Task inputs —
********************
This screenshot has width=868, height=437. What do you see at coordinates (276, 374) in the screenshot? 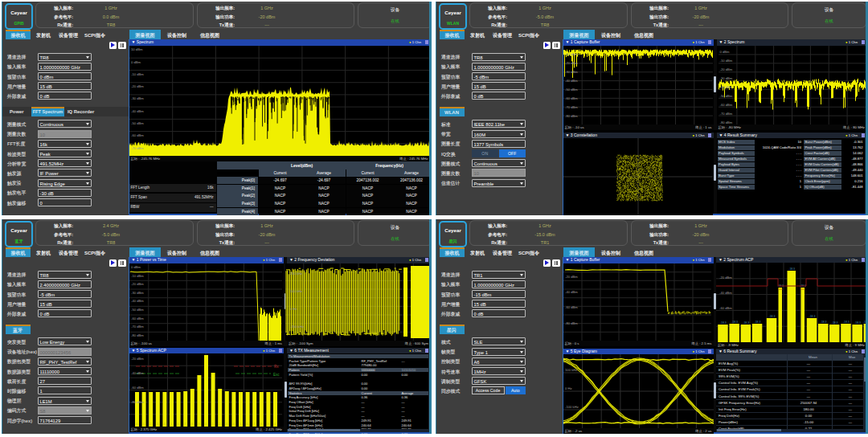
I see `svg-text: Exc` at bounding box center [276, 374].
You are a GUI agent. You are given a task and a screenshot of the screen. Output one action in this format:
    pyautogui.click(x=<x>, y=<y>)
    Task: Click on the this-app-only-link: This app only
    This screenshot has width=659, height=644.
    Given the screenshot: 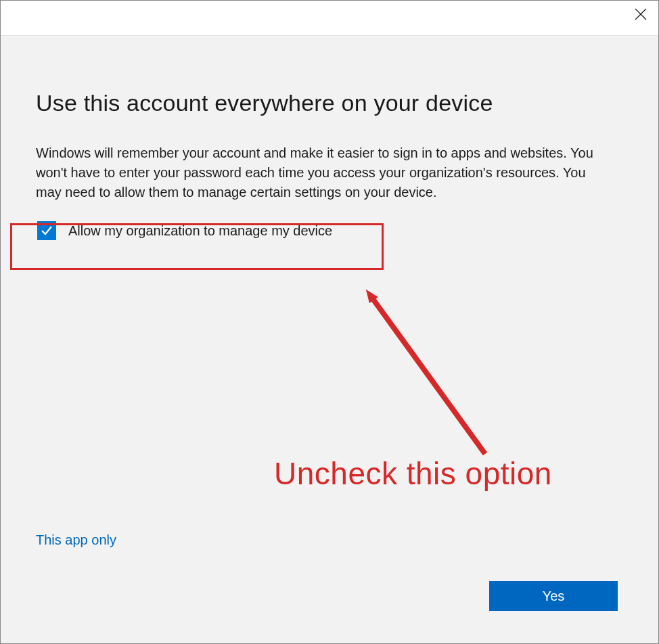 What is the action you would take?
    pyautogui.click(x=76, y=540)
    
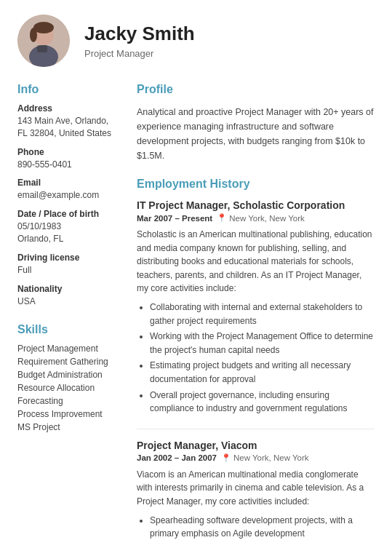  I want to click on skill-item: Forecasting, so click(68, 401).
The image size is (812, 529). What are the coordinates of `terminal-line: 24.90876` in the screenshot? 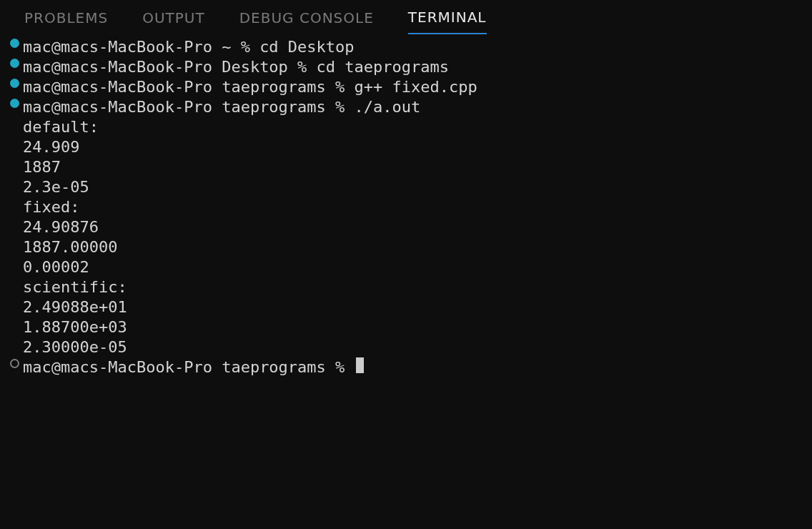 It's located at (409, 227).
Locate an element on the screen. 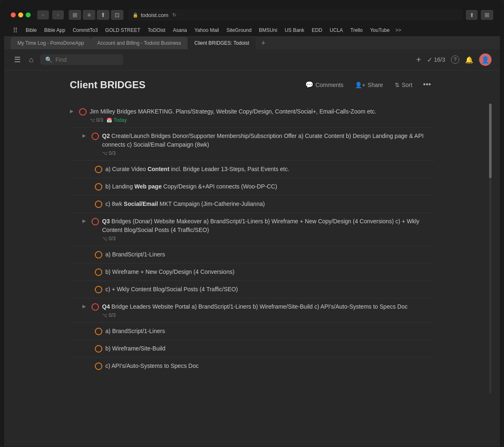 The image size is (504, 447). share-project-button: 👤+ Share is located at coordinates (369, 85).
********************
Exercise instructions —
Exact repetition required: repeat the first line of the listing above, the line containing "Task: Click on", and every line between, leaving out pictures.

Exercise response —
This screenshot has width=868, height=437. What do you see at coordinates (276, 374) in the screenshot? 
I see `svg-text: Exc` at bounding box center [276, 374].
You are a GUI agent. You are given a task and a screenshot of the screen. Output one action in this format:
    pyautogui.click(x=<x>, y=<y>)
    Task: Click on the this-app-only-link: This app only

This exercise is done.